I took the girls home with me and talked to them in the dark. They spoke back to me in candid whispers. I concocted kid stories suffused with social-class struggle and love-c
onquers-all elation. My girls were never standard pretty or comely in prescribed ways. I was always looking for the physical flaw or distinction that marked gravity. I looked in window after window at face after face. I was looking for one face. There can be only one. Thus she will be me and she will be THE OTHER.
“The Other”: My real self made whole by an image. My hurt salved by a loving female touch.
Voyeur. Pious Protestant boy. Fatuous seeker.
It played out aaaaall in my head.
I took the girls home. Their mothers found me and pushed me into walls, threw me down and had me. Their hunger was my hunger expressed through their haunted aggression. They squeezed my face. Their hands hurt me. Our mouths clashed. Our teeth scraped. Our nakedness was blurred by a shutter stop inside me. I was frail and unequal to their bounty. It scared me then. The roughness unhinged me. The absence of a narrative line left me weightless. I didn’t know what it meant then. I’ll ascribe meaning now. They wanted me because I sensed who they were and went at them with that raging instinct. A dead woman fed me the knowledge. They were indistinguishable and each and every one unique. My moral intent was gender-wide and paid for in blood—frail boy bound credible and ghastly deep.

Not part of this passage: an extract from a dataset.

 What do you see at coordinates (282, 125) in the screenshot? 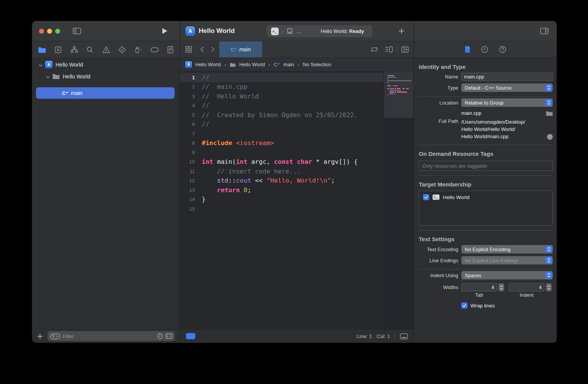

Women were everywhere and nowhere. My dad hid his girlfriends. Our dog-shit dive deterred assignations there. I overheard his “Hey, baby” calls and inferred fuck-pad dates. He had no family. Jean Hilliker’s kin were back in Whipdick, Wisconsin. I went to school and church because I had to and because there were women there. It got me out of the dog den and into the fresh air. Human interaction momentarily rewired my fantasy life. I was forced to sit, listen and talk. Matriculation led me to second-rung obsessions. American history and classical music started tearing through me. They were subsidiary fixations. They momentarily fogged my all-women mind-set.
I co-opted them fast. My woman-savior tales took on verisimilitude and topical oomph. Beethoven wrote me scores. Our rhapsodies out-juiced the Ninth Symphony and the late string quartets.